SQL Server varchar(50) and varchar(128) performance difference [duplicate]

This question already has answers here:
Closed 10 years ago.
Possible Duplicate:
is there an advantage to varchar(500) over varchar(8000)?
I am currently working on a table which has lots of columns with varchar(50). The data, we now have to insert in some columns is above 50 characters so we have to change the column size from 50 to 128 for those columns, since we have a lot of columns its a waste of time to change individual columns.
So I proposed to my team, why dont we change all the columns to varchar(128). Some of the team mates argued that this will cause a performance hit during select and join operations.

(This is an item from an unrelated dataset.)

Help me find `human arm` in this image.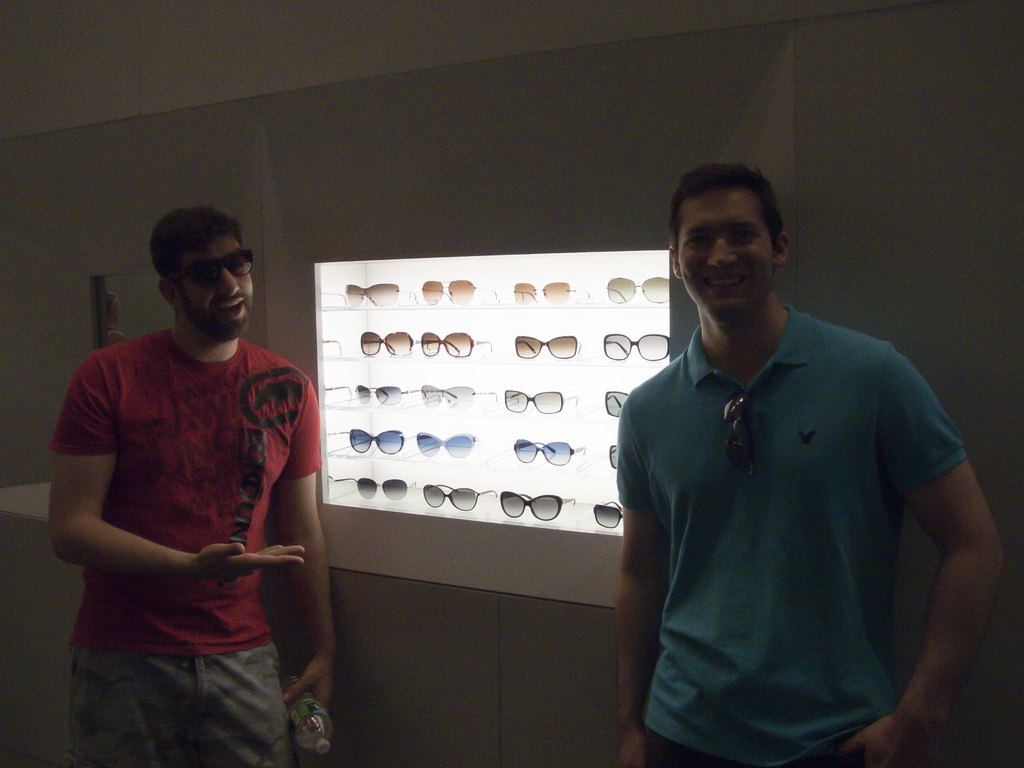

Now I am not an expert on databases but I dont think moving from varchar 50 to varchar 128 will cause any significant performance hit.
P.S - We dont have any name, surname, address kind of data in those columns.
varchar(50) and varchar(128) will behave pretty much identical from every point of view. The storage size is identical for values under 50 characters. They can be joined interchangeably (varchar(50) joined with varchar(128)) w/o type convertion issues (ie. an index on varchar(50) can seek a column varchar(128) in a join) and same applies to WHERE predicates. Prior to SQL Server 2012 ncreasing the size of a varchar column is a very fast metadata-only operation, after SQL Server 2012 this operation may be a slow size-of-data-update-each-record operation under certain conditions, similar to those descirbed in Adding a nullable column can update the entire table.
Some issues can arrise from any column length change:
application issues from handling unexpected size values. Native ones may run into buffer size issues if improperly codded (ie. larger size can cause buffer overflow). Managed apps are unlikely to have serious issues, but minor issues like values not fitting on column widths on screen or on reports may occur.
T-SQL errors from truncating values on insert or update
T-SQL silent truncation occuring and resulting in incorrect values (Eg. #variables declared as varchar(50) in stored proc)
Limits like max row size or max index size may be reached. Eg. you have today a composite index on 8 columns of type varchar(50), extending to varchar(128) will exceed the max index size of 900 and trigger warnings.
Martin's warning about memory grants incresing is a very valid concern. I would just buy more RAM if that would indeed turn out to be an issue.
Please check here
Performance Comparison-of-varchar(max) vs varchar(n)
How many are such columns? The best practice rule says you need to plan each column carefully and define size accordingly. You should identify columns suitable for varchar(128) and not just increase size of all columns blindly.
I would suggest that change only the columns which needs to be changed.if you do not need more than 50 chars in any column do not change that.
Why are you intersted in making the length same for all columns?I doubt all columns has same length requirements.